The US president, flanked by secretary of state Mike Pompeo and John Bolton, the national security adviser – the latest people to hold the posts in the constant churn of his White House – said he took “total credit” for other Nato countries raising their defence spending by $33bn (£25bn) last year and the big splurge by them allegedly due to come.

He has been able to achieve this, Mr Trump wanted to stress, because he was “a very stable genius”. At the emergency meeting “there was a great collegial spirit, people thanked me”.

Within minutes of Mr Trump’s press conference ending, French president Emmanuel Macron said that the other alliance members had simply agreed to keep to the spending commitments which had already been made.

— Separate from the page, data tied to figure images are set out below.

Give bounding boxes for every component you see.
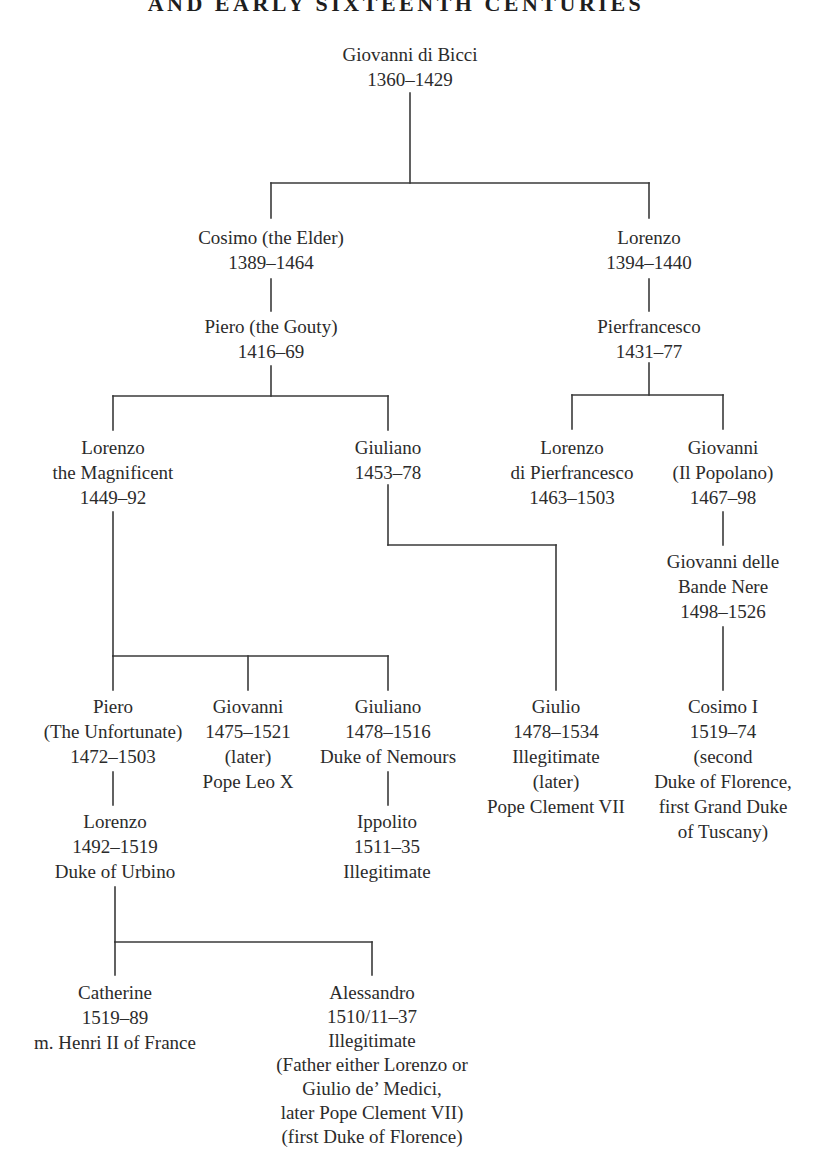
person-dates: 1467–98 [573,485,823,510]
person-dates: 1431–77 [499,339,799,364]
person-name: Alessandro [222,981,522,1005]
person-title: (second [573,744,823,769]
person-note: Illegitimate [222,1029,522,1053]
person-title: first Grand Duke [573,794,823,819]
person-pierfrancesco: Pierfrancesco 1431–77 [499,314,799,364]
person-name: Lorenzo [0,809,265,834]
person-giovanni-il-popolano: Giovanni (Il Popolano) 1467–98 [573,435,823,510]
person-lorenzo-the-magnificent: Lorenzo the Magnificent 1449–92 [0,435,263,510]
person-epithet: the Magnificent [0,460,263,485]
person-name-cont: Bande Nere [573,574,823,599]
person-title: Duke of Florence, [573,769,823,794]
person-giovanni-di-bicci: Giovanni di Bicci 1360–1429 [260,42,560,92]
person-cosimo-the-elder: Cosimo (the Elder) 1389–1464 [121,225,421,275]
person-piero-the-gouty: Piero (the Gouty) 1416–69 [121,314,421,364]
person-title: Duke of Urbino [0,859,265,884]
person-ippolito: Ippolito 1511–35 Illegitimate [237,809,537,884]
person-dates: 1511–35 [237,834,537,859]
person-name: Piero (the Gouty) [121,314,421,339]
person-note: Giulio de’ Medici, [222,1077,522,1101]
person-dates: 1394–1440 [499,250,799,275]
person-title: Pope Leo X [98,769,398,794]
person-epithet: (Il Popolano) [573,460,823,485]
person-note: (Father either Lorenzo or [222,1053,522,1077]
person-note: Illegitimate [237,859,537,884]
person-name: Giovanni [573,435,823,460]
person-dates: 1498–1526 [573,599,823,624]
person-note: later Pope Clement VII) [222,1101,522,1125]
person-name: Cosimo (the Elder) [121,225,421,250]
person-name: Ippolito [237,809,537,834]
person-name: Cosimo I [573,694,823,719]
person-dates: 1510/11–37 [222,1005,522,1029]
person-title: (first Duke of Florence) [222,1125,522,1149]
person-giovanni-delle-bande-nere: Giovanni delle Bande Nere 1498–1526 [573,549,823,624]
person-alessandro: Alessandro 1510/11–37 Illegitimate (Fath… [222,981,522,1149]
person-cosimo-i: Cosimo I 1519–74 (second Duke of Florenc… [573,694,823,844]
person-dates: 1389–1464 [121,250,421,275]
person-dates: 1449–92 [0,485,263,510]
person-dates: 1360–1429 [260,67,560,92]
person-name: Giovanni di Bicci [260,42,560,67]
person-title: of Tuscany) [573,819,823,844]
person-name: Pierfrancesco [499,314,799,339]
person-dates: 1416–69 [121,339,421,364]
person-lorenzo-duke-of-urbino: Lorenzo 1492–1519 Duke of Urbino [0,809,265,884]
person-name: Giovanni delle [573,549,823,574]
person-dates: 1492–1519 [0,834,265,859]
person-lorenzo-1394: Lorenzo 1394–1440 [499,225,799,275]
person-dates: 1519–74 [573,719,823,744]
person-name: Lorenzo [0,435,263,460]
person-name: Lorenzo [499,225,799,250]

Asked about Nato sources revealing that Mr Trump had said the US will “go it alone”, the French president said there was no direct threat of withdrawing from the alliance.

On the first day of the summit, Mr Trump had demanded that Germany must spend 2 per cent on defence immediately, and not by 2025, as Berlin plans to do.

Heiko Maas, the German foreign minister, said in response: “Our budget is determined by the German Bundestag ... The decisions that we have to make, how much money will be spent, is a decision that we make autonomously, that’s made by the German Bundestag.”

German officials said after Mr Trump’s press conference that position remained the same despite the US president hectoring the German chancellor over the defence budget, saying at one point: “You, Angela, must do more.”

Italian prime minister Giuseppe Conte stressed that he agreed “no increase in spending” beyond that previously agreed by Rome, which last year spent 1.1 per cent on defence and is labouring under heavy debts that severely limit its options.

That discussion has made Nato stronger. It has created a new sense of urgency 

Nato Secretary-General Jens Stoltenberg 

And Spanish prime minister Pedro Sanchez – who, like the summit host, Belgian PM Charles Michel, was singled out in the room by Mr Trump for spending less that 1 per cent of GDP on defence – said Madrid would also meet the target by 2024 as previously agreed.

Nato secretary general Jens Stoltenberg could provide no details to corroborate Mr Trump’s claims of massive and fast defence spending, despite repeated questions from the media.

Asked about the US president’s threats to pull out of the alliance and the need for an emergency meeting, he responded: “We had a very frank and fair discussion ... That discussion has made Nato stronger. It has created a new sense of urgency.”